Common usage examples:
Query an A record: `dig example.com`
Query specific record type: `dig MX example.com` or `dig TXT example.com`
Query specific DNS server: `dig @8.8.8.8 example.com A` (use Google DNS)
Trace full resolution path: `dig +trace example.com`
Short output (just the answer): `dig +short example.com A`
Check DNSSEC: `dig +dnssec example.com`
Reverse DNS lookup: `dig -x 93.184.216.34`
Key sections in dig output:
- QUESTION SECTION: What you queried
- ANSWER SECTION: The actual DNS records returned
- AUTHORITY SECTION: The authoritative nameservers for the domain
- SERVER: Which DNS server answered your query
- Query time: How long the query took
Troubleshooting with dig:
Compare results from multiple DNS servers: `dig @8.8.8.8 example.com` vs `dig @1.1.1.1 example.com` to check consistency. Use `dig +trace` to see exactly how resolution proceeds from root servers, identifying where resolution fails.
nslookup: Cross-Platform DNS Testing
nslookup is available on Windows, macOS, and Linux, making it useful when dig is not installed.
Basic queries:
- `nslookup example.com` — Query system default DNS
- `nslookup example.com 8.8.8.8` — Specify DNS server
- `nslookup -type=MX example.com` — Query specific record type
curl: Testing HTTP Connections
curl is essential for testing HTTP and HTTPS connectivity, verifying certificates, and checking response headers.

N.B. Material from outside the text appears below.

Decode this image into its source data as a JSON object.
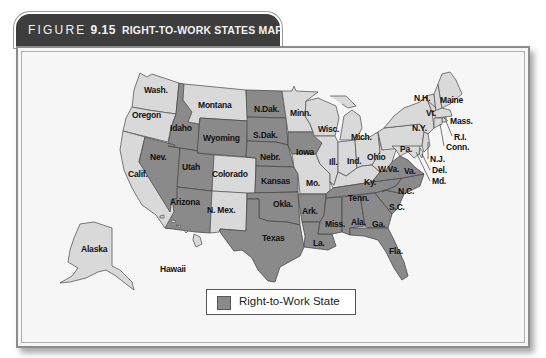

Show only response headers: `curl -I https://example.com`
Verbose output including TLS handshake details: `curl -v https://example.com`
Follow redirects: `curl -L https://example.com`
Measure connection timing:
`curl -w "DNS: %{time_namelookup}s\nConnect: %{time_connect}s\nSSL: %{time_appconnect}s\nTotal: %{time_total}s\n" -o /dev/null -s https://example.com`
The timing output identifies which phase of a request is slow — DNS resolution, TCP connection establishment, TLS handshake, or content transfer.
Interpreting Common Error Messages
"DNS_PROBE_FINISHED_NXDOMAIN" (Chrome): DNS returned NXDOMAIN — the domain does not exist. Check for typos in the URL, verify the domain is registered and DNS records exist using our DNS Lookup tool.

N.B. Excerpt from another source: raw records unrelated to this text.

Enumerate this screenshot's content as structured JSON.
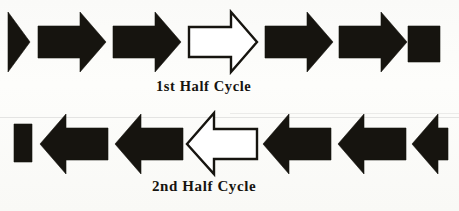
{
  "figure": {
    "background_color": "#fdfdfb",
    "ink_color": "#16140f",
    "width": 459,
    "height": 211
  },
  "rows": [
    {
      "name": "first-half-cycle-row",
      "direction": "right",
      "caption": "1st Half Cycle",
      "shapes": [
        {
          "name": "arrow-head-partial",
          "kind": "triangle-head",
          "fill": "solid"
        },
        {
          "name": "arrow-full-1",
          "kind": "full-arrow",
          "fill": "solid"
        },
        {
          "name": "arrow-full-2",
          "kind": "full-arrow",
          "fill": "solid"
        },
        {
          "name": "arrow-outline",
          "kind": "full-arrow",
          "fill": "outline"
        },
        {
          "name": "arrow-full-3",
          "kind": "full-arrow",
          "fill": "solid"
        },
        {
          "name": "arrow-full-4",
          "kind": "full-arrow",
          "fill": "solid"
        },
        {
          "name": "arrow-tail-partial",
          "kind": "tail-block",
          "fill": "solid"
        }
      ]
    },
    {
      "name": "second-half-cycle-row",
      "direction": "left",
      "caption": "2nd Half Cycle",
      "shapes": [
        {
          "name": "arrow-tail-partial",
          "kind": "tail-block",
          "fill": "solid"
        },
        {
          "name": "arrow-full-1",
          "kind": "full-arrow",
          "fill": "solid"
        },
        {
          "name": "arrow-full-2",
          "kind": "full-arrow",
          "fill": "solid"
        },
        {
          "name": "arrow-outline",
          "kind": "full-arrow",
          "fill": "outline"
        },
        {
          "name": "arrow-full-3",
          "kind": "full-arrow",
          "fill": "solid"
        },
        {
          "name": "arrow-full-4",
          "kind": "full-arrow",
          "fill": "solid"
        },
        {
          "name": "arrow-head-partial",
          "kind": "head-with-stub",
          "fill": "solid"
        }
      ]
    }
  ],
  "captions": {
    "first": "1st Half Cycle",
    "second": "2nd Half Cycle"
  }
}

"ERR_CONNECTION_REFUSED": Your computer reached the server's IP but the server rejected the connection (nothing listening on that port). Check that the web server is running.
"ERR_CONNECTION_TIMED_OUT": No response received within the timeout. Could be firewall blocking, server down, or network routing problem. Use traceroute to identify where the failure occurs.
"ERR_SSL_PROTOCOL_ERROR": TLS handshake failed. Possible causes: expired certificate, certificate name mismatch, or server using outdated TLS version.
"ERR_CERT_DATE_INVALID": The SSL certificate has expired. Investigate certificate expiration and renew immediately.
A Practical Troubleshooting Workflow
When a website or service is unreachable, follow this systematic workflow:
- Verify the URL and try again — Rule out typos and transient failures
- Try from a different device or network — Isolate whether the problem is local or widespread
- Check DNS resolution: `dig example.com` — Does the domain resolve to the expected IP?
- Test IP connectivity: `ping [IP from step 3]` — Can you reach the server's IP?
- Test port connectivity: `curl -v https://example.com` — Can you establish an HTTP/S connection?
- Run traceroute — If ping fails, identify where the path breaks
- Check server status — Is the web server actually running?
- Review recent changes — What changed recently? DNS, hosting, firewall, certificate?
Conclusion
Systematic network diagnostics with the right tools makes troubleshooting faster and more accurate. DNS issues are among the most common causes of website unreachability — use dig to quickly verify DNS resolution and compare results across multiple DNS servers.
For a web-based DNS diagnostic view without command-line tools, our DNS Lookup tool provides multi-server query results, and our DNS Propagation Checker shows results from 28+ global locations simultaneously.